Thankfully, there are exceptions. As we approach Holocaust Memorial Day tomorrow, I’ve been paying tribute to British diplomats who voiced outrage over the persecution of Jews in Nazi Germany — and acted on their words. After the Kristallnacht pogrom cast Jews onto the streets in November 1938, our Charge d’Affaires in Berlin, Sir George Ogilvie-Forbes, sent the following telegram to London.

“I can find no words strong enough in condemnation of the disgusting treatment of so many innocent people,” he wrote. “The civilised world is faced with the appalling sight of 500,000 people about to rot away in starvation.”

Ogilvie-Forbes let his embassy passport officer bend the rules and issue travel documents to thousands of Jews, allowing them to escape Germany. Margaret Reid was one official who processed the permits.

Earlier, our Consul-General in Munich, John Carvell, secured the freedom of 300 Jews from Dachau in 1937. His counterpart in Lithuania, Sir Thomas Preston, helped hundreds of Jews escape to Sweden in 1940. This week, their descendants came to the Foreign Office to receive Hero of the Holocaust Medals, granting their forebears posthumous recognition.

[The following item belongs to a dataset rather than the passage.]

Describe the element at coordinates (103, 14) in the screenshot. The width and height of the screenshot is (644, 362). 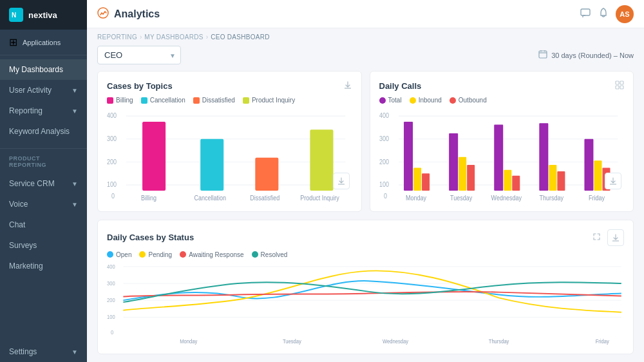
I see `analytics-icon` at that location.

The diplomat in Berlin who handed out thousands of travel documents was MI6 station chief Frank Foley (his duties as passport officer were his cover). Today, he is commemorated at Yad Vashem in Jerusalem as one of the Righteous Among Nations.

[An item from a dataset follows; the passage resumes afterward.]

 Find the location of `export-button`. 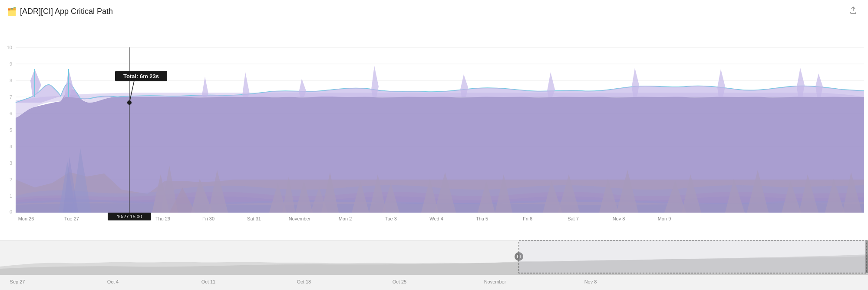

export-button is located at coordinates (853, 11).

In truth, too few people in that era strained every nerve and sinew to help the Jews. It was left to individual diplomats of great moral courage to do what was possible, sometimes in breach of the rules.

As Holocaust Memorial Day approaches, we would be committing a grave error if we dared overlook its message. The bigotry and hatred that paved the way for the Holocaust has never wholly disappeared. You can find it today on the internet and sometimes in our public discourse.

Recent genocides have not always encountered a determined response. A United Nations inquiry found in 2016 that the persecution of the Yazidi minority in northern Iraq by Daesh (otherwise known as IS) amounted to the “crime of genocide”. Yet some in this country resolutely opposed our military action against Daesh.

Even today, the truth about the Holocaust is sometimes denied. Comparisons are drawn between Zionism and Nazism, including by people who should know better. Hence the importance of the commemoration this weekend; the tragedy is that it remains necessary.